Presided by Vanessa Branson and curated by Reem FADDA, the sixth edition of the Marrakech Biennale is a festival with the mission to build bridges between the cultures through the arts, inspiring outstanding artists from all over the world to create work that responds to the magical environment of Marrakech.
Concentrated within Marrakech’s central historical sites of the El Bahia and El Badii palaces, Dar Si Saïd museum, Menara Pavilion, and Koutoubia Mosque and its surrounding minaret and cistern, the Marrakech Biennale offers visitors an immervise experience between the historical sites, the souks within the Medina and the contemporary art installations.

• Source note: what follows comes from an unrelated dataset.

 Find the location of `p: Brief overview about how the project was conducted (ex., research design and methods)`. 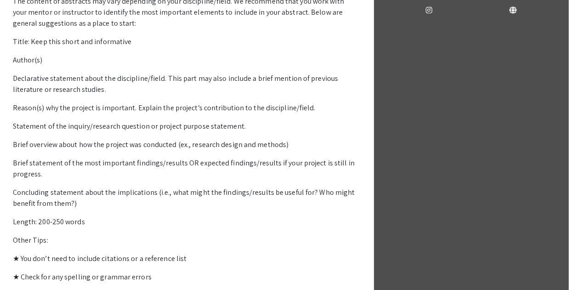

p: Brief overview about how the project was conducted (ex., research design and methods) is located at coordinates (185, 145).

The Palais de Bahia is displaying works by the late Farid Belkahia, an artist who spent nearly his entire life in Marrakech (1934-2014). Belkahia studied and worked in Europe for several years, but eventually returned to the region, where he headed the School of Fine Art in Casablanca in the early ’60s and created abstracted pieces from rich materials resembling the Moroccan earth (wax, copper, tanned leathers), effectively replacing the European expressionists’ canvases with the organic.
The installation by Oscar Murillo entitled through patches of wheat, corn and mud exemplifies the artist’s ability to move across mediums, spanning painting to sculpture and interactive installation. The public is here called directly into the artwork through being able to handle large-size artworks, mainly paintings, of modest appearance.

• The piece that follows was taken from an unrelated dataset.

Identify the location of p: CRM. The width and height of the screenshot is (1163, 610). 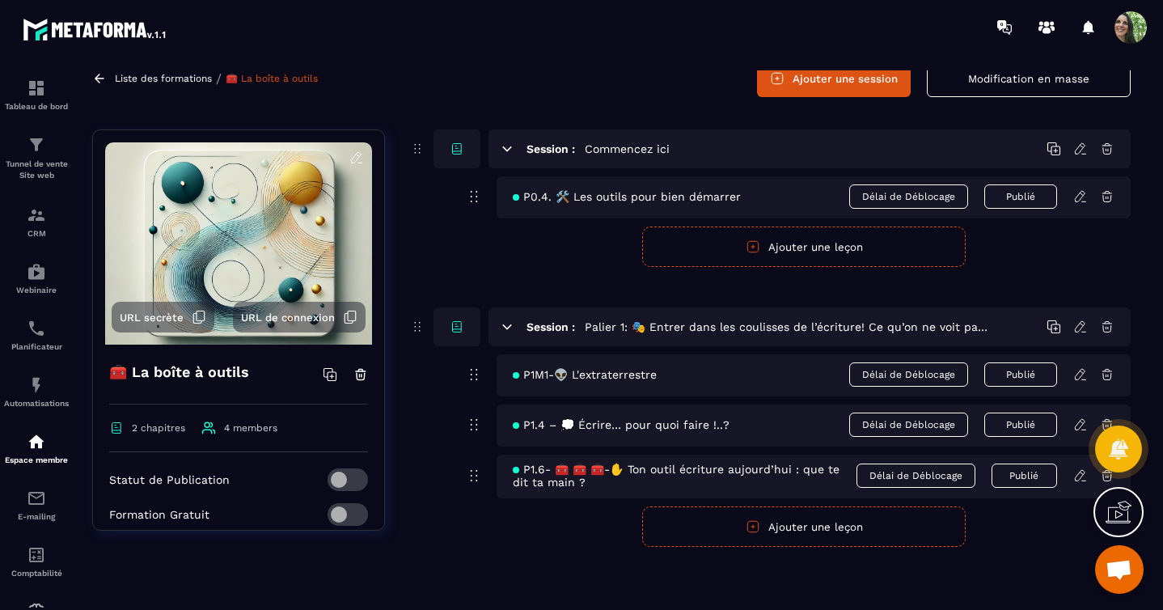
(36, 233).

By removing the taboo of touch and using humble and disposable, materials, the artist questions the aura and statute of the work of art and develops a new role for it in the viewer’s physical space.

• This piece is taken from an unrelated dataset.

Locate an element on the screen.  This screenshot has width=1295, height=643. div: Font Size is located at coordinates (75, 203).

Fatiha Zemmouri presents an installation at the Palais El Badii entitled À l’abri… de rien (Sheltered… From Nothing). A massive, meteor-like rock made of polystyrene and plaster appears wedged between two walls at the end of a narrow corridor.
Hovering overhead, while it recalls a ancient history and geological time, the viewer’s awareness is focussed towards a potential daunting outcome.
Colourful paintings by Moroccan artist Mohammed Chabâa, part of the radical Casablanca School of Fine Arts (mostly active in the 1960s and ’70s) also adorn the rooms to historical palaces.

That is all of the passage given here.